1. Adam Naruszewicz has been described as one of the most significant writers of the Polish Enlightenment.

1. Adam Naruszewicz has been described as one of the most significant writers of the Polish Enlightenment.
Adam Naruszewicz taught rhetoric at the Jesuits' elite boarding university, Collegium Nobilium in Warsaw from 1757.
Adam Naruszewicz acted as the "king's whip" in the Senate, although he did not play a major role in the parliamentary debates, acting mostly as a writer and organizer.
Adam Naruszewicz is buried in the Collegiate Basilica of the Holy Trinity in Janow Podlaski.
Adam Naruszewicz wrote odes, idylls, satires, fairy tales, epigrams, and rococo poems; many of those were praising Poniatowski, although those panegyric works are rarely considered his best.
Adam Naruszewicz wrote a tame drama, aimed at the youth, Gwido, hrabia Blezu.
Adam Naruszewicz was the first person to translate the works of Tacitus to Polish.
Adam Naruszewicz's works include political pamphlets in support of Poniatowski's faction, mostly focused on the subject of political history with implications for the modern era.
Adam Naruszewicz has been credited by them with initiating a number of changes in the style of Polish literature and being one of the Polish originators of the novelty of the Enlightenment ideas expressed in poetry.
Adam Naruszewicz's works have inspired a number of following writers.
In Polish historiography, there is a distinction between the "Adam Naruszewicz school", supporting monarchy and strong central power, and the more liberal-republican "Lelewel school".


■ **Requirement**: Look for the word "label" in the records, and copy each line where it appears.

[Excerpts from a figure dataset]
──────────

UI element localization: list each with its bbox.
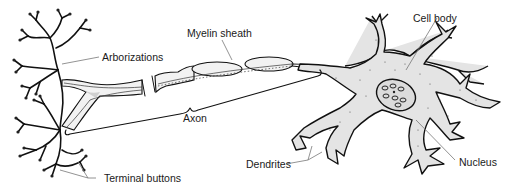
label-terminal-buttons: Terminal buttons	[104, 172, 181, 184]
neuron-diagram: Arborizations Myelin sheath Axon Dendrit…	[0, 0, 513, 192]
axon-branches	[62, 76, 155, 130]
label-myelin-sheath: Myelin sheath	[187, 27, 252, 39]
arborizations	[14, 10, 90, 176]
label-axon: Axon	[183, 112, 207, 124]
label-dendrites: Dendrites	[246, 158, 291, 170]
label-cell-body: Cell body	[413, 12, 458, 24]
label-arborizations: Arborizations	[102, 51, 163, 63]
label-nucleus: Nucleus	[459, 156, 497, 168]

──────────

■ **Output of the task**:
label-terminal-buttons: Terminal buttons	[104, 172, 181, 184]
label-myelin-sheath: Myelin sheath	[187, 27, 252, 39]
label-axon: Axon	[183, 112, 207, 124]
label-dendrites: Dendrites	[246, 158, 291, 170]
label-cell-body: Cell body	[413, 12, 458, 24]
label-arborizations: Arborizations	[102, 51, 163, 63]
label-nucleus: Nucleus	[459, 156, 497, 168]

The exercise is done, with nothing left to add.